Poverty Gets Personal

poverty

“In the sixties we waged a war on poverty and poverty won.” – Ronald Reagan

Poverty is a “personality defect.” – Margaret Thatcher

The Gipper was referring to LBJ and his Great Society, but he got it wrong:  the Great Society failed to eliminate poverty because it never got all the way to dealing with it. Instead it took a more politically acceptable path focused on education and community involvement — not bad things, but there’s a difference. As for the Iron Lady, there’s actually some truth in what she said (we’ll look at that in a moment), but I suspect not in the way she probably meant it. She was more likely voicing the common attitude that the poor are intellectually impaired, morally flawed, prone to bad lifestyle choices, and criminally inclined, and therefore worthy of only the most grudging kind of help. That attitude and the Great Society’s reputed loss[1] in its War on Poverty explain a lot about today’s prevailing approach to poverty relief.

Rutger Bregman tackles this tough subject in his book Utopia for Realists: And How We Can Get There (2017):

“A world without poverty– it might be the oldest utopia around. But anybody who takes this dream seriously must inevitably face a few tough questions. Why are the poor more likely to commit crimes? Why are they more prone to obesity? Why do they use more alcohol and drugs? In short, why do the poor make so many dumb decisions?”

He continues with more tough questions:

“What if the poor aren’t actually able to help themselves? What if all the incentives, all the information and education are like water off a duck’s back? And what if all those well-meant nudges [toward self-help and away from government assistance] only make the situation worse?”

He then profiles the work of Eldar Shafir, a psychologist at Princeton, and Sendhill Mullainathan, an economist at Harvard, who formulated a theory of poverty based on the concept of “scarcity mentality.” Their research shows that the chronic poor are really good at scrambling after short term solutions, but tend to be inept at sustainable long-term thinking. It’s a matter of mental bandwidth:  today’s urgency gets all the attention, leaving other matters to go begging (sometimes literally). In fact, their research estimates that poverty costs a person about 13-14 IQ points. In other words, living in a chronic state of being poor can eventually rewire the human brain to the point where clear thinking and prudent behavior are challenged.

Hence the grain of truth in Margaret Thatcher’s comment.

One problem with that attitude, though, is that it uses the terms “poor” and “poverty” interchangeably. But not everyone who’s poor is also impoverished. At the simplest level, the poor are poor because they lack money. But poverty goes further:  it’s a chronic condition that generates a specific outlook and way of approaching life. When that condition is shared, it  becomes a culture. You know it when you’re around poverty; you might not know it when you’re around poor.

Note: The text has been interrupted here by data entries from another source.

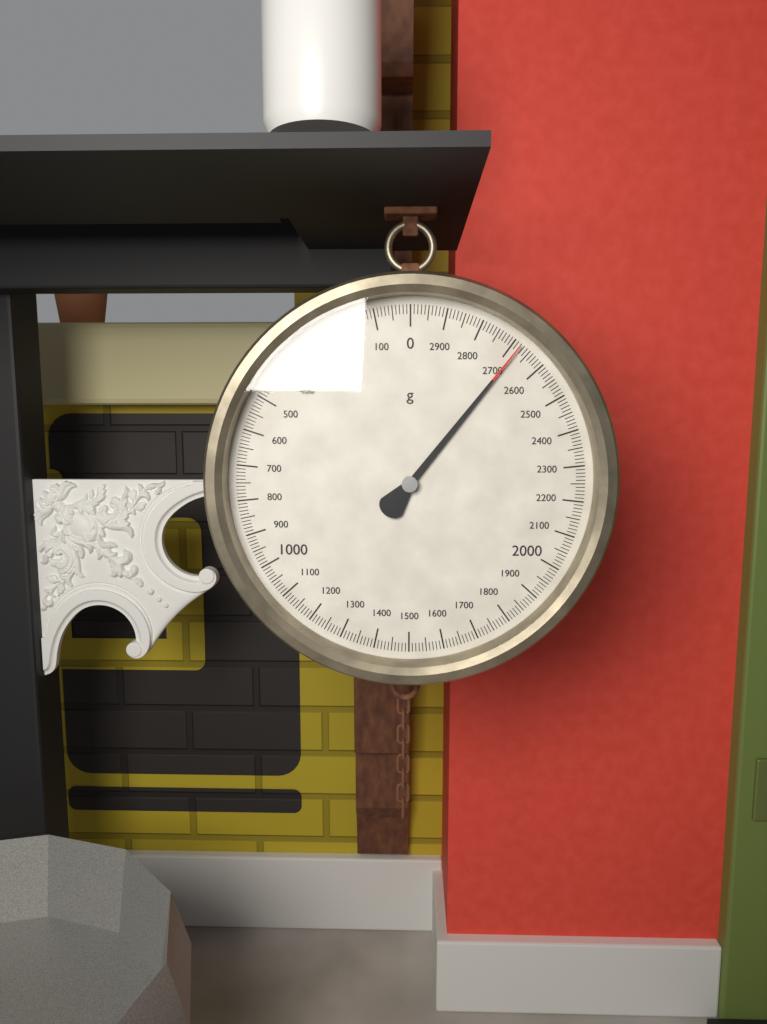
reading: 2680 g
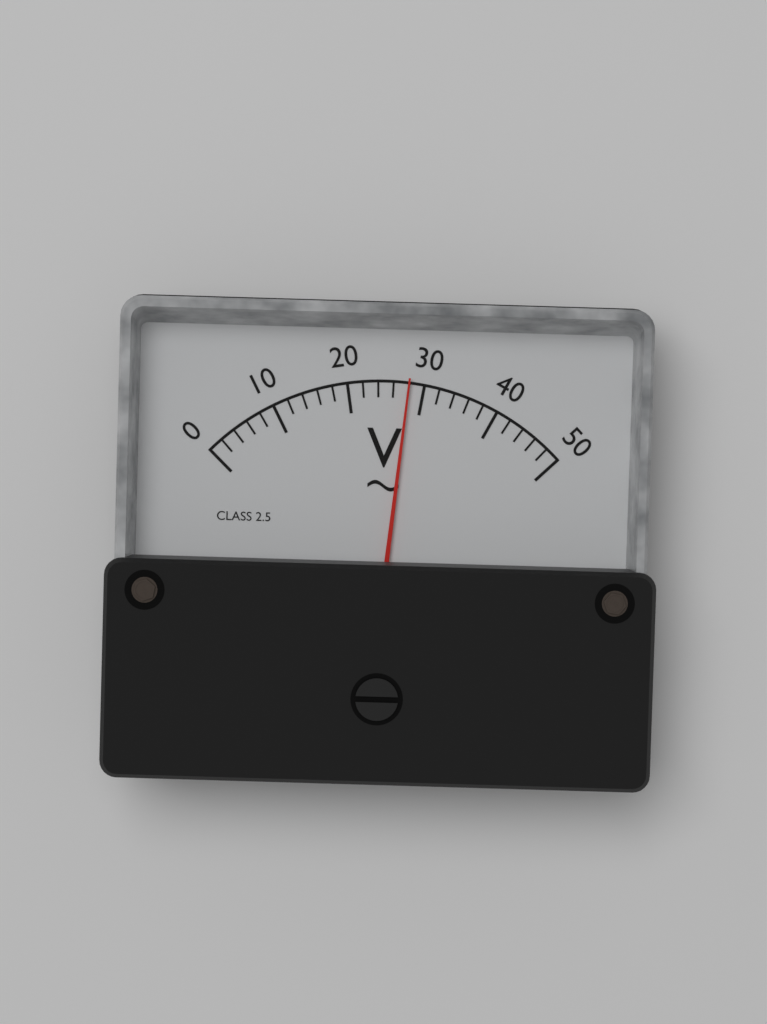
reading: 28 V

Government assistance programs don’t make that distinction. As a result, as Bregman states, social welfare has “devolved into a behemoth of control and humiliation.”

“An army of social services workers is needed to guide people through the jungle of eligibility, application, approval, and recapture procedures… The welfare state, which should foster people’s sense of security and pride, has degenerated into a system of suspicion and shame.”

Is it really that bad? Try applying for food stamps sometime.

Our bank account was thin after a business failure and some health issues. Following the advice of family. my wife applied for food stamps. Her experience was everything Bregman describes. Case in point: after two mandatory daylong job search classes (how to write a resume, set up a LinkedIn page, use the internet to check out online job postings…), she had to prove her willingness to work by reporting for 8 hours per week of wall-washing duty at a church community center. She washed the same walls every week — the same walls that other people were also washing every week — the cleanest walls in Denver. Washing walls — pointlessly, needlessly, endlessly — to prove you’re not a slacker.

Help with the grocery bill was bittersweet for a couple months, then we opted out. It’s easy to intellectualize and debate about “all the information and education” and “the jungle of eligibility, application, approval, and recapture procedures.” It’s not so easy when they get personal. We were poor but not impoverished, and the system was just too demoralizing to continue. Maybe that was the point.

Plus, earning money reduces or eliminates benefits — a result which economist Guy Standing calculates is equivalent to the imposition of a 80% tax. The quandary is obvious:  earn money or opt out of the system– either way, you pay the tax. Most people — even the cognitively-impaired — wouldn’t agree to a deal like that.

How did “Brother, can you spare a dime?” turn into this? Curiously, the current welfare system derived from the same post-WWII economic surge that rewarded working people. We’ll look at how that happened next week. In the meantime, have a listen:

brother can you spare a dime

This week’s post uses portions of a LinkedIn Pulse article I wrote last year about poverty, crime, and homelessness. Next week’s post will also tap that source. You might like to jump ahead and read the article:  Why Don’t We Just solve Some Problems For a Change?

[1] Not everyone agrees that we lost the War on Poverty. See this article that considers both sides.

Author: Kevin Rhodes

Kevin Rhodes draws insight and perspective from his prior career in law, business, and consulting, from his studies in economics, psychology, neuroscience, entrepreneurship, and technology, and from personal life experience.